It's become a running gag that there are no new ideas in Hollywood: comic book adaptions, franchise sequels, live action remakes of animated classics, a seemingly endless line of horror movie reboots. As I played the Shadow of the Colossus remake for the first time, it occurred to me how much better received gaming remakes have been – that, and just how many we've seen lately.
To appreciate this "Age of the Remake", I think it's important to understand the era we're just coming out of: The Age of the Remaster.
By holiday 2007, Sony had moved all PS3 production to a new $400 model designed to shed the stigma of its high-priced launch SKUs. The biggest casualty of this price reduction was, of course, PS2 backward compatibility. Skipping ahead to 2009, Santa Monica Studio was in the home stretch of developing God of War III. With most PS3 owners having no way to play the first 2 PS2 titles, Sony hired Bluepoint Games to do an upgraded re-release – I'd argue that this is where the Age of the Remaster began.
The God of War Collection wasn't the first upgraded re-release ever made (how many people owned a copy of Super Mario All-Stars?) but it started a trend that the rest of the industry would follow. By 2011, Ubisoft (Prince of Persia, Beyond Good & Evil, Splinter Cell), Eidos (Tomb Raider), Capcom (Resident Evil), Konami (Metal Gear), and Namco Bandai (Tekken) had all released "HD Remasters" of their own.
The benefits of these re-releases were obvious: not only did they help build (or gauge) interest for future sequels, but they cost relatively little to make, allowing porting to be farmed out to smaller studios. The visual upgrades and (usually) budget pricing also helped soften the blow of double dipping for most consumers.
With the PS4 and XB1 also lacking backward compatibility (at least at launch, in the latter's case), publishers rushed to release a new wave remasters that took advantage this new hardware. By 2018, however, these types of remasters had pretty much stopped in the industry (outside of Nintendo's WiiU-to-Switch ports). With the next generation being fully (?) backward compatible and free upgrade programs like Smart Delivery in place, it's unlikely we'll see a resurgence in them, either.
Instead, we've seen a growing number a full-on remakes built with brand new assets. This isn't an entirely new concept, as both Resident Evil and MGS1 got this treatment in the early '00s. There we also a few 2D remakes around that time (see: Pokemon FR/LG and Metroid Zero Mission) with a brief resurgence early in the XBLA years. These titles failed to develop into a longer trend, however, as remasters at that time were far cheaper to make and thus more appealing to publishers.
Until Halo Anniversary. To celebrate 10 years of the original Halo, Microsoft hired Saber Interactive to develop a remake. Rather than simply repackaging Halo 1 at a higher resolution, Saber and 343 decided to layer an entirely new set of visual and audio assets on top of the original engine. The end result was a remake that still played identically to the original, but looked and sounded like a modern AAA game. Since then, we've seen a growing number of publishers take on similar projects, either in the form of near-identical remakes or as adaptions/reboots that are largely faithful to the source material:
And honestly? I really like this. Sure, not every attempt has been flawless, but I love the idea of getting to reexperience classic games using modern hardware and evolutions in design. Two of the biggest releases this year have been remakes, with a third (Doom Eternal) being the sequel to a similarly styled reboot.
So, what do you think? Are you open to more remakes like this? Do you prefer them to remasters? Are there are other games you'd like to see get this treatment?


Exercise. An exact transcription is needed, starting at the line containing "Describe the element" and running through the last line of the records, with every picture left out.

----------

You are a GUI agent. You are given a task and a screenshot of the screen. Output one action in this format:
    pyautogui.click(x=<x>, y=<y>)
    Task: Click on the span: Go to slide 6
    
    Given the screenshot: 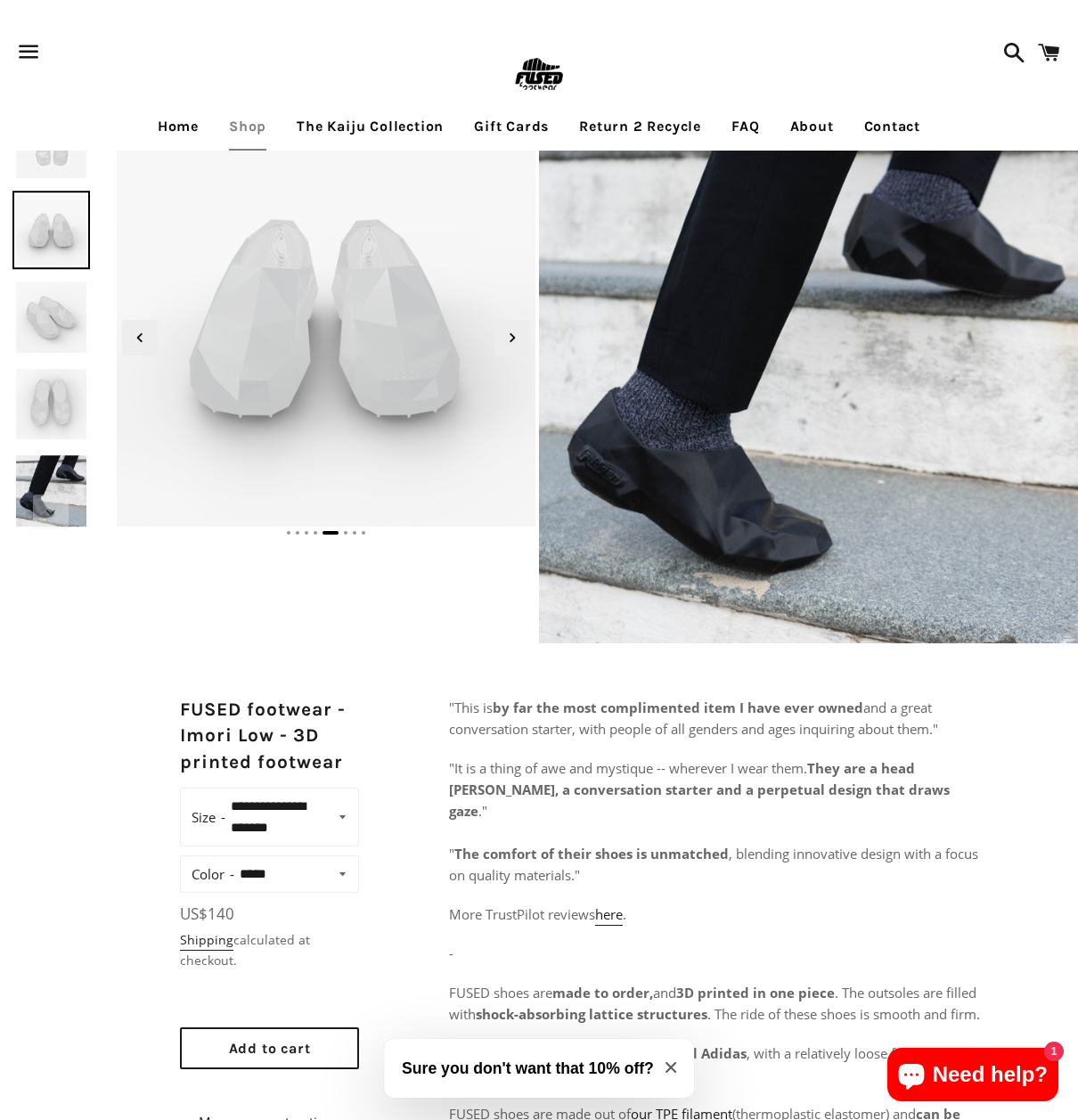 What is the action you would take?
    pyautogui.click(x=346, y=533)
    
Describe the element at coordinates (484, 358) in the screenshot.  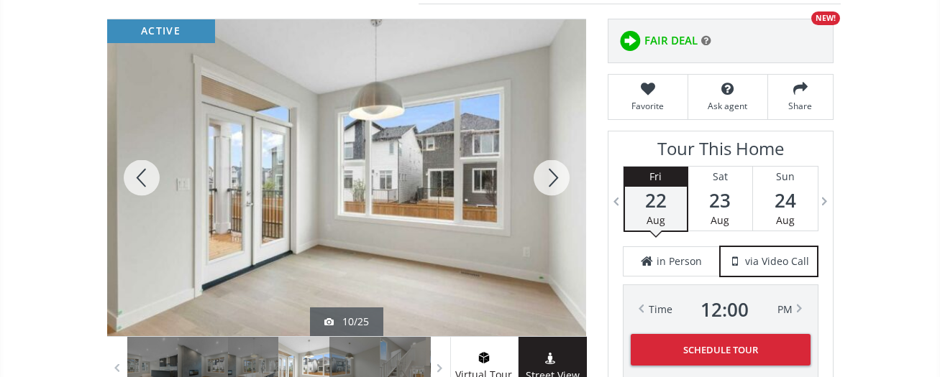
I see `img: virtual tour icon` at that location.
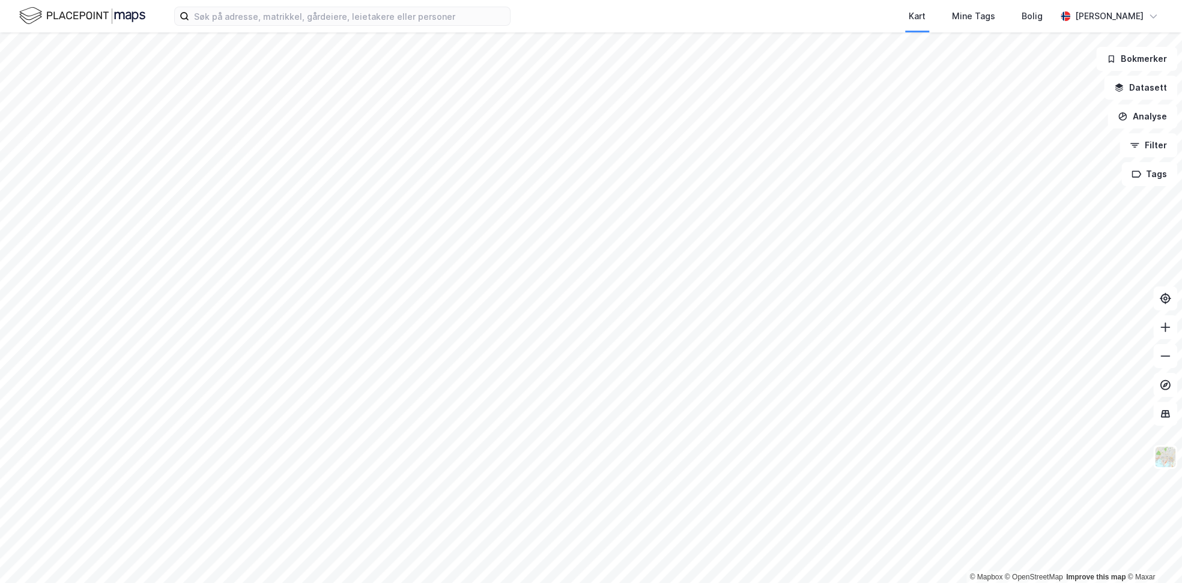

----------

Task solution.
Describe the element at coordinates (484, 358) in the screenshot.  
I see `img: virtual tour icon` at that location.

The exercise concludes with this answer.